INDIANAPOLIS — After battling the deadly virus, some COVID-19 patients have reported lingering health issues.
Back in April, 30-year-old CJ Fields just thought he had a sinus infection. “The whole process, I never thought I had it with my age,” he said. “I never had any underlying health issues nothing.”
Then came the high fever and shortness of breath to the point he needed to go to the hospital. “Just not knowing what was going to happen because basically I was just gasping for air at that point,” said Fields.
It turned out to be the coronavirus. He was put on a ventilator for 18-days and an ECMO machine because his lungs weren’t recovering. After spending about a month in the hospital, he recovered from COVID-19.
But in the days to follow, it was a struggle. “I remember waking up and they actually came to help me use the restroom I couldn’t even walk,” Fields said. “I’m 30 years old.”
Fields had to regain strength in his legs, and now, as a side-effect from the virus, according to his doctor, he’s been diagnosed with tachycardia. “Where my heart rate stays over 100,” describes Fields. “That’s just even sitting down, my heart rate just goes to 130 and I’m not even doing anything.

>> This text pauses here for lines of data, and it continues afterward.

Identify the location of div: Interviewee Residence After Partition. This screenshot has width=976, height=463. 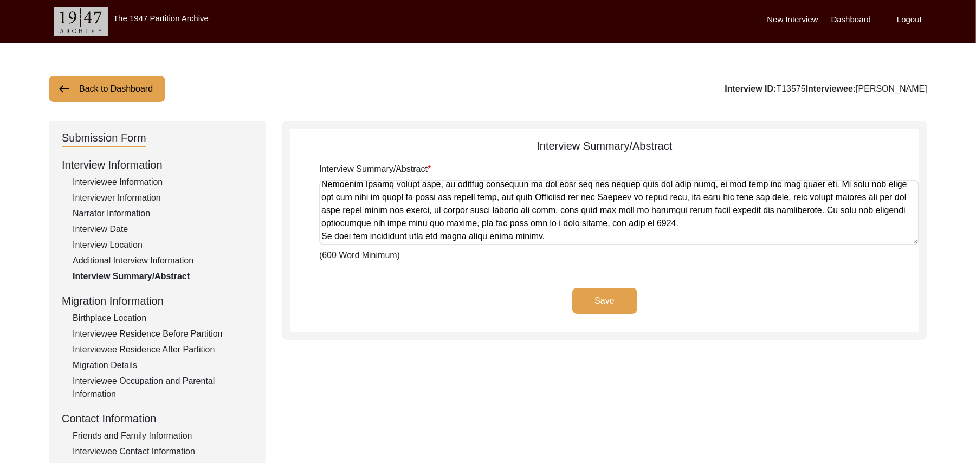
(163, 350).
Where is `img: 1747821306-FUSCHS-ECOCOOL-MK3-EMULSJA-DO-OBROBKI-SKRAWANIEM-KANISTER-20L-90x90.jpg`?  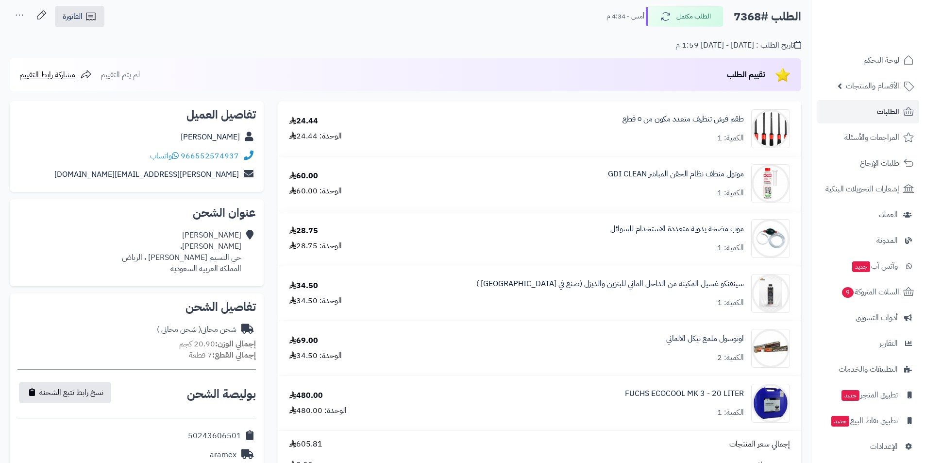 img: 1747821306-FUSCHS-ECOCOOL-MK3-EMULSJA-DO-OBROBKI-SKRAWANIEM-KANISTER-20L-90x90.jpg is located at coordinates (770, 403).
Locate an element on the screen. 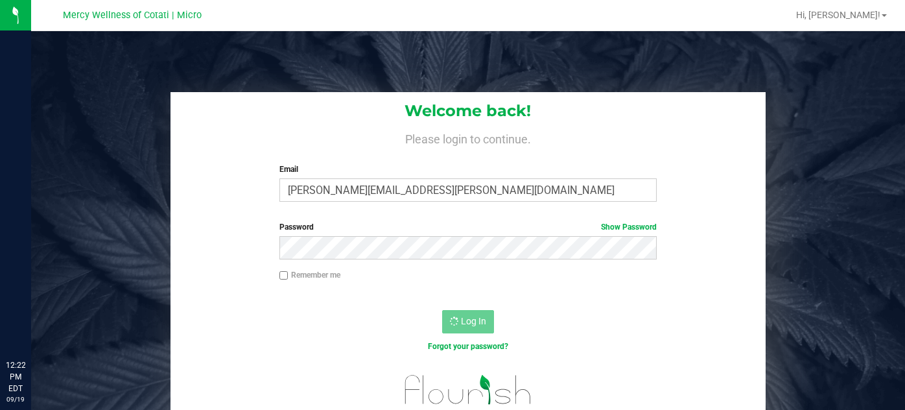  input: Remember me is located at coordinates (284, 276).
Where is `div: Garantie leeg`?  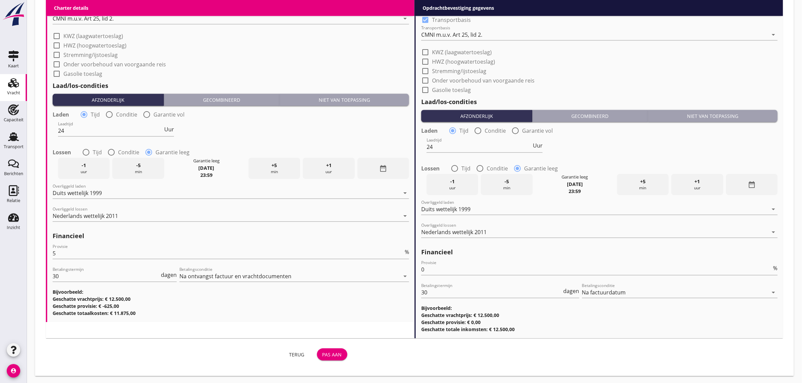 div: Garantie leeg is located at coordinates (575, 177).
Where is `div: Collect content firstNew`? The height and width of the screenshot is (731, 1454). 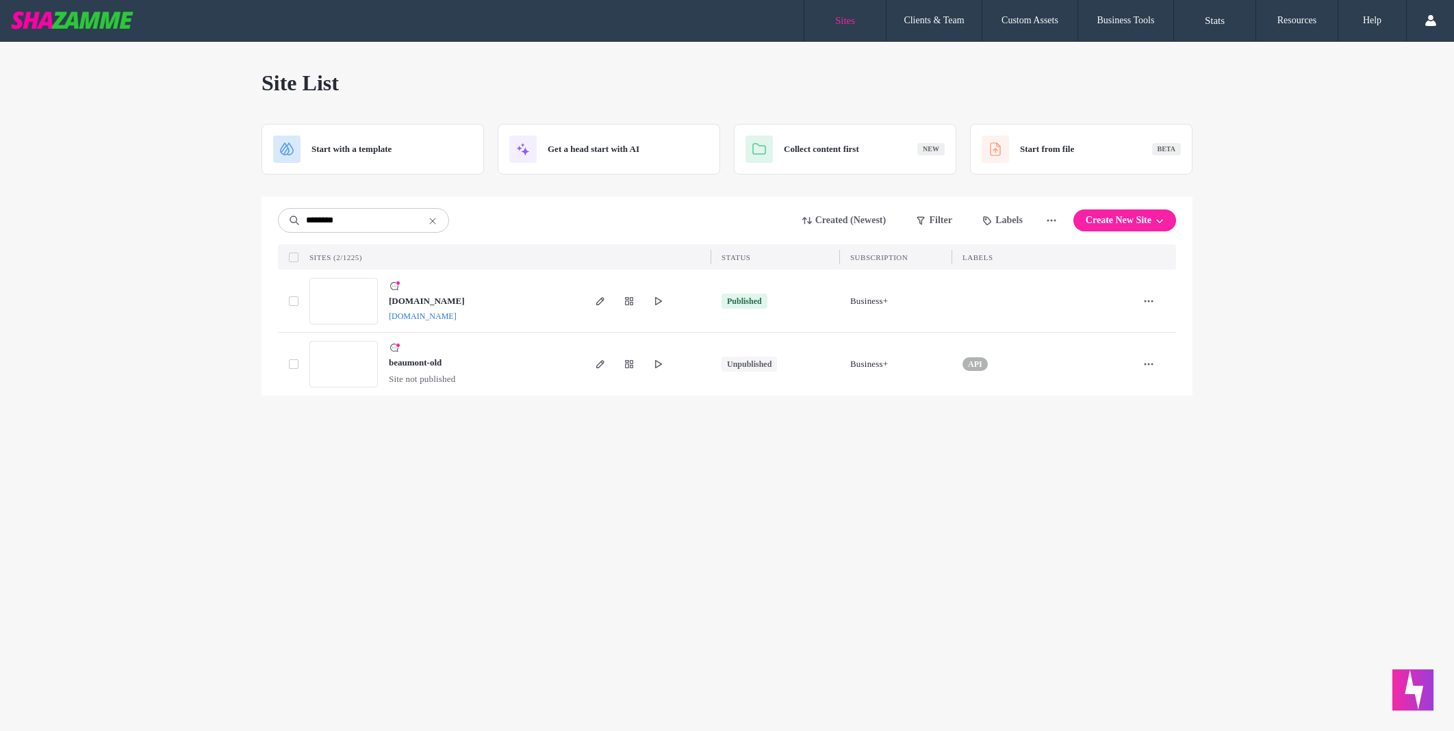 div: Collect content firstNew is located at coordinates (845, 149).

So that’s a weird feeling. And then I also have high blood pressure now due to COVID.”
Other COVID-19 patients have reported similar lingering health issues like difficulty sleeping, breathing, fatigue, body pain and cognitive problems, months after recovery.
“My mind is like, why me?” He asks. “Why at my age and why all of a sudden this thing attacks me the way it did and and when even older people with issues don’t have it as bad? It just blows my mind because what happens if I get it again? Am I going to go down the same road? No one can answer that right now so it’s just a scary situation," said Fields.
“People thinking that the mask is all government issued, I don’t really feel like it is,” said Fields. “I just feel like it’s their best way of trying to help us understand this virus because they can’t even give me an answer as to why it hit me the way it did or why someone else. I just wish people would take their precautions and know that this is real.”